What is viewed as Turkey’s encroachment into Arab politics in the Red Sea is also very much tied to Israel’s perceptions. Israel’s formation of strong relations with Mohammed bin Salman and Egypt’s Sisi is a key factor in power politics in the Horn of Africa. In the words of a former Israeli ambassador, Turkey’s “military cooperation agreements along the Red Sea with Somalia and Sudan are a direct threat not only to Egypt but also to Israel, whose vessels and planes transit through that sea on their way to Asia and Africa.”
With the deepening Gulf crisis, US military partners are feared to be turning weapons on each other in the Horn of Africa.

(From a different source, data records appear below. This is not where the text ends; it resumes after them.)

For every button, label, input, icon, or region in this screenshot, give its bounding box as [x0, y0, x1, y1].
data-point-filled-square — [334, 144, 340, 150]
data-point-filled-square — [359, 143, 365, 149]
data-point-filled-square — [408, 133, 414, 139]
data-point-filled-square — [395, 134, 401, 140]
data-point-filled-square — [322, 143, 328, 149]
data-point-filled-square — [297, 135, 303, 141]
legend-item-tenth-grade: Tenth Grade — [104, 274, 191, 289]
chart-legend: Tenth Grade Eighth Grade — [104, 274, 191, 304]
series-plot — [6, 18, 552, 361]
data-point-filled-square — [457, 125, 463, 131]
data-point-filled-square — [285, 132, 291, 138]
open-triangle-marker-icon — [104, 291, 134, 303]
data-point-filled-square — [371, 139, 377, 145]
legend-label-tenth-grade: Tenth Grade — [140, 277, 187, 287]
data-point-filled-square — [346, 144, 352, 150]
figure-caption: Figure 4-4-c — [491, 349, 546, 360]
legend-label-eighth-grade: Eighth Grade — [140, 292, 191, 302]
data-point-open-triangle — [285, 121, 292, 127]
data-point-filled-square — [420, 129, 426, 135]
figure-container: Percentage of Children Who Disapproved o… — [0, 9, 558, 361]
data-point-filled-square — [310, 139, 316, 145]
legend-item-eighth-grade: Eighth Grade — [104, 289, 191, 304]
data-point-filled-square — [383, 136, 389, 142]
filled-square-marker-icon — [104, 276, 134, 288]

Thus, it is highly likely that Turkey’s military activism will be addressed in various ways by multiple players. The Saudis, for example, now consider cutting military and financial aid to Somalia, which is a member of the Arab League and is viewed as a crucial country for its strategic location to protect the “Arab homeland.” In reaction to the Somali government’s increasing ties to Ankara and Doha, the UAE is also considering ending its “pay, train, and equip” program for the special forces of the Somali National Army. Such steps may bring serious harm to Somalia as it tries to deal with its many security challenges. Given that various foreign powers support rival Somali politicians, the country may face domestic turbulence as well.
Yet Another Problem in Washington-Ankara Relations?

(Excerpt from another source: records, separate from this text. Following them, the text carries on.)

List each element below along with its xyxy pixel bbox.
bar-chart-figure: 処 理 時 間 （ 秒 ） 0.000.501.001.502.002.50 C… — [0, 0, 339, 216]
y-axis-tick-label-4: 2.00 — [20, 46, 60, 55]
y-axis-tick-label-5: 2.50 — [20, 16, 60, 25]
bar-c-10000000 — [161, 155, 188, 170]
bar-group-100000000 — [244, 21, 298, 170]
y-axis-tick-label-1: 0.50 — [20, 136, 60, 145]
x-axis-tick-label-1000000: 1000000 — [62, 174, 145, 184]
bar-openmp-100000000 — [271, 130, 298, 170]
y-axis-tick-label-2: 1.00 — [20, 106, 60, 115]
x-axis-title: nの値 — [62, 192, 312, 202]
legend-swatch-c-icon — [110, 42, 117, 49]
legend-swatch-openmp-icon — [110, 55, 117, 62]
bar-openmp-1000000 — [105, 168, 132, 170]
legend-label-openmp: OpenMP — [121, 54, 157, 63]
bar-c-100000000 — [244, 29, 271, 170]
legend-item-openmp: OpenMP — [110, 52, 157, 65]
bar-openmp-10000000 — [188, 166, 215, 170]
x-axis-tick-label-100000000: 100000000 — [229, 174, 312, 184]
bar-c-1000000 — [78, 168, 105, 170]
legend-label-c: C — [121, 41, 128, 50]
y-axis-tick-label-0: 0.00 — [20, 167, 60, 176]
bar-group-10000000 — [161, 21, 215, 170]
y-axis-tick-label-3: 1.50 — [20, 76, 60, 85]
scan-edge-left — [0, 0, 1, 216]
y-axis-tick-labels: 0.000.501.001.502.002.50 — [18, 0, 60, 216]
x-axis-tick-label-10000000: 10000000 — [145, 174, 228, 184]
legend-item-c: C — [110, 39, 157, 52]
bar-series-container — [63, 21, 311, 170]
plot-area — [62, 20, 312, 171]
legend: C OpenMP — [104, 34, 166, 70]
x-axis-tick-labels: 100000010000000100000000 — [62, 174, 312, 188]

Turkey’s Red Sea activism poses yet another challenge to Washington-Ankara relations. Given that the Trump Administration has not effectively dealt with the GCC crisis, the race for military bases in the Horn of Africa may indeed escalate self-serving policies and thus put Turkey in a most difficult position. Washington perceives the Ankara-Doha axis from the Israeli and Saudi lenses; therefore, Turkey’s overseas military bases may likely be matters of discussion in the US Congress. Similar to accusations leveled against Qatar, Turkey is now being blamed for disrupting the Trump Administration’s anti-Iran coalition and possibly getting Tehran off the hook.
Given Washington’s strategic partnerships with Qatar and Turkey, the militarization unfolding in the Red Sea is an alarming trend for overall US policy toward the Middle East. With the deepening GCC crisis, US military partners are feared to be turning weapons on each other in the Horn of Africa as they coalesce around two camps, the Riyadh-Abu Dhabi axis versus the Doha-Ankara axis. As long as the Yemen war continues to destabilize the region, regional players are not likely to escape the dilemma of instability. As a critical first step, therefore, Washington needs to develop a consistent strategy to address the enduring and devastating war in Yemen—a war currently with no end in sight.